We were able to identify some of the people shown in these videos—they include weight loss doctor Garth Davis and orthopedic surgeons Paul Zalzal and Brad Weening, who host the podcast “Talking With Docs”. In fact, “Talking With Docs” was tipped off to the existence of such accounts, warning its followers on Facebook about deepfake videos of their hosts in January 2026.
These accounts generally didn’t label their content as being AI-generated, even though TikTok’s Community Guidelines require creators to label such content. The Community Guidelines also “prohibit content that can harmfully mislead or impersonate others”, a line that these videos have clearly crossed.
We reached out to TikTok for comment and will update this report if new information becomes available.
Apart from spreading health misinformation, another reason that these accounts are concerning is their ability to attract a large following. Most had several hundreds of thousands of followers, and the content they produced sometimes drew millions of views. For example, two of the most popular videos posted by the account @healthvibes888 racked up more than 14 million views, while the account @kellycruz_67 received more than seven million views for some of its videos.
Most of these accounts don’t engage in overt commercial activity, like selling supplements, but the large followings that they have attracted mean that they could be eligible for monetization through TikTok’s Creator Rewards Program.
To join the program, accounts must meet a few requirements to be eligible. One is that an account must have at least 10,000 followers and 100,000 video views in the last 30 days. Another is that the videos that it publishes must be more than one minute long.
Several of the accounts we found had crossed the minimum threshold of followers many times over, meaning that they could be eligible for monetization through this program. The videos that we analysed were also over a minute long.
An investigation by Spanish fact-checking organization Maldita on AI-generated videos of protests in Venezuela and Iran illustrated how producing these AI-generated videos can be lucrative. Although TikTok limits the program to creators in the United States, United Kingdom, Germany, Japan, South Korea, France, Mexico, and Brazil, the Maldita investigation reported that location information can be spoofed (likely by using a VPN), so the geographical limitation is unlikely to be an obstacle to bad actors.
Finally, the popularity of these videos mean that they’re shown to many users and likely attract many users to follow the accounts.

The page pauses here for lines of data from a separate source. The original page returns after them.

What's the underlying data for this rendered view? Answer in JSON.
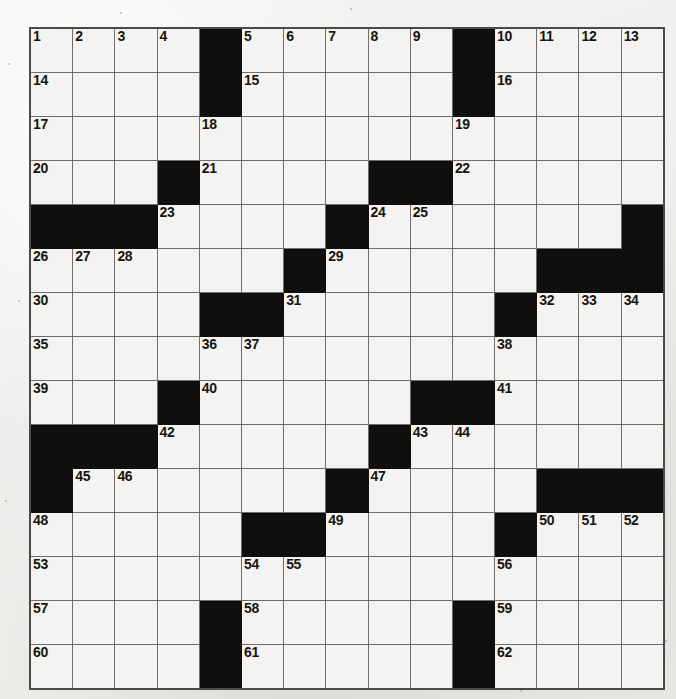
{
  "puzzle": {
    "title": "Crossword Puzzle Grid",
    "rows": 15,
    "cols": 15,
    "colors": {
      "paper": "#f2f1ef",
      "cell": "#f4f3f1",
      "block": "#100f0d",
      "gridline": "#6e6e6e",
      "border": "#4a4a4a",
      "number": "#16160f"
    },
    "grid": [
      [
        "1",
        "2",
        "3",
        "4",
        "#",
        "5",
        "6",
        "7",
        "8",
        "9",
        "#",
        "10",
        "11",
        "12",
        "13"
      ],
      [
        "14",
        "",
        "",
        "",
        "#",
        "15",
        "",
        "",
        "",
        "",
        "#",
        "16",
        "",
        "",
        ""
      ],
      [
        "17",
        "",
        "",
        "",
        "18",
        "",
        "",
        "",
        "",
        "",
        "19",
        "",
        "",
        "",
        ""
      ],
      [
        "20",
        "",
        "",
        "#",
        "21",
        "",
        "",
        "",
        "#",
        "#",
        "22",
        "",
        "",
        "",
        ""
      ],
      [
        "#",
        "#",
        "#",
        "23",
        "",
        "",
        "",
        "#",
        "24",
        "25",
        "",
        "",
        "",
        "",
        "#"
      ],
      [
        "26",
        "27",
        "28",
        "",
        "",
        "",
        "#",
        "29",
        "",
        "",
        "",
        "",
        "#",
        "#",
        "#"
      ],
      [
        "30",
        "",
        "",
        "",
        "#",
        "#",
        "31",
        "",
        "",
        "",
        "",
        "#",
        "32",
        "33",
        "34"
      ],
      [
        "35",
        "",
        "",
        "",
        "36",
        "37",
        "",
        "",
        "",
        "",
        "",
        "38",
        "",
        "",
        ""
      ],
      [
        "39",
        "",
        "",
        "#",
        "40",
        "",
        "",
        "",
        "",
        "#",
        "#",
        "41",
        "",
        "",
        ""
      ],
      [
        "#",
        "#",
        "#",
        "42",
        "",
        "",
        "",
        "",
        "#",
        "43",
        "44",
        "",
        "",
        "",
        ""
      ],
      [
        "#",
        "45",
        "46",
        "",
        "",
        "",
        "",
        "#",
        "47",
        "",
        "",
        "",
        "#",
        "#",
        "#"
      ],
      [
        "48",
        "",
        "",
        "",
        "",
        "#",
        "#",
        "49",
        "",
        "",
        "",
        "#",
        "50",
        "51",
        "52"
      ],
      [
        "53",
        "",
        "",
        "",
        "",
        "54",
        "55",
        "",
        "",
        "",
        "",
        "56",
        "",
        "",
        ""
      ],
      [
        "57",
        "",
        "",
        "",
        "#",
        "58",
        "",
        "",
        "",
        "",
        "#",
        "59",
        "",
        "",
        ""
      ],
      [
        "60",
        "",
        "",
        "",
        "#",
        "61",
        "",
        "",
        "",
        "",
        "#",
        "62",
        "",
        "",
        ""
      ]
    ]
  }
}
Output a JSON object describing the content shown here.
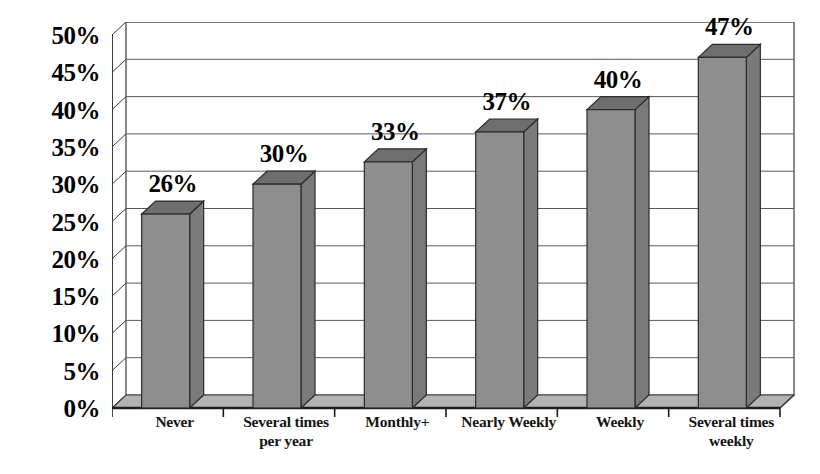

Selling social media accounts with large numbers of followers can be profitable and these accounts are valuable to bad actors, since they can be repurposed to different ends, whether it’s to lure people into scams or to peddle influence online, as Indicator reported in February 2026.
Conclusion
While freely accessible genAI models have been lauded for democratizing access to genAI, it’s become all too clear that society is ill-equipped to reckon with the fallout when such tools are employed by bad actors, whether it’s for fomenting anti-immigrant sentiment or producing child sexual abuse material.
Our findings in this report show that health misinformation is circulating on TikTok under the guise of medical advice by experts who are simply AI-generated personas. These personas are bound by no code of ethics, don’t owe a duty of care to the people who see them, and can be made to say anything their creators want.
This is deeply problematic, since unsuspecting users are more likely to believe misinformation when it’s delivered by someone who appears to be an expert, making the misinformation more difficult to debunk. Inaccurate health misinformation can lead to physical harm, and in the long run, it can also damage the credibility of medical professionals as a whole, further eroding public trust in the medical profession.
Finally, these videos don’t only have the potential to cause physical harm. Bad actors can be encouraged to produce more of such videos simply as a means to an end: such content attracts many views and engagements, making it valuable for farming engagement and expanding audiences, creating accounts with wide reach that can then be repurposed for other problematic behaviours, including scams and influence operations.